The rate of poverty according to 2019 surveys is as high as 69 percent with substantial number youth still unemployed. The aid from developed world coupled with the funds from Somalian diaspora have proved inadequate to improve conditions of debt ridden, impoverished and drought prone economy. Somalia has the sixth highest displaced population in the world out of which more than two and half million live in Kenya which is a frequent target of Al Shabaab’s assaults. While handling developmental problems, the FGS has to deal with over 150 active armed groups of clan militias along with dispersed terrorist outfits like Al Shabaab that are relying on all the possible means to run their operations.
In fact, apart from getting support through Al Qaeda and its affiliates, Al Shabaab has traded contraband sugar across Kenya. It has also earned hefty amounts from illicitly traded charcoal since 2012, in spite of the UN ban on the charcoal exports. In addition, funds have come from piracy, kidnapping, extortion, local business and farmers. However, terrorism need not be conflated with piracy because the latter is a self-propelling business in itself and a separate area of investigation.
After 9/11, as the USA declared Global War on Terror (GoWT), Al Shabaab began to arrest the international attention. During 2001-05 the USA worked with local militias to capture suspected Al Qaeda members in Mogadishu. Without declaring war on Somalia formally, the USA has militarily engaged in Somalia and expanded its operations under Trump administration.
From 2007-14 it conducted in between 15 to 21 drone strikes but in 2018 alone the figure of these drone strikes rose to 46 killing 326 people, including some civilians. Since the USA also endorses the notion of African solutions to African problems, it has trained roughly 22000 Somali forces that are a part of AMISOM. It has contracted private security firms that pay for soldiers from France, South Africa and Scandinavia.
In December 2017, the Trump administration suspended much of the arms aid to Somalia over corruption involving inability of Somalia to account for items such as food, fuels and weapons. As for India, Somalia is a distant maritime neighbour and good deal of its trade passes through the Gulf of Aden. Indian cargo ships need protection from pirates as well as terrorist organisations. Since 2008, Indian navy has been engaged in countering piracy on the Somalian coast.
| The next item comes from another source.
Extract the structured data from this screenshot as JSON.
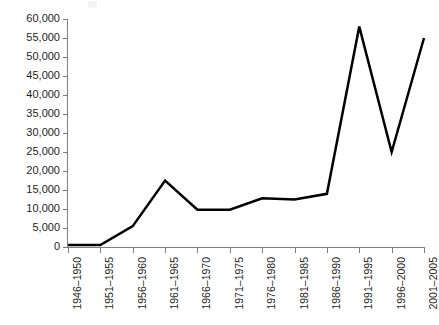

As a major power in the IOR and the Indo-Pacific region India has to be watchful of the activities of important powers that are operating in the region.
In substance, Al Shabaab’s insurgency and Somalian imbroglio have prompted the African states within the AMISOM and major external powers such as the USA, France, China, Turkey, the U.A.E. and Qatar to defend their stakes in the Horn of Africa. Although the FGS has earned a measure of success in its quest to stabilise the situation, owing to persistent attacks from Al Shabaab the prospects of peace and stability still appear fragile.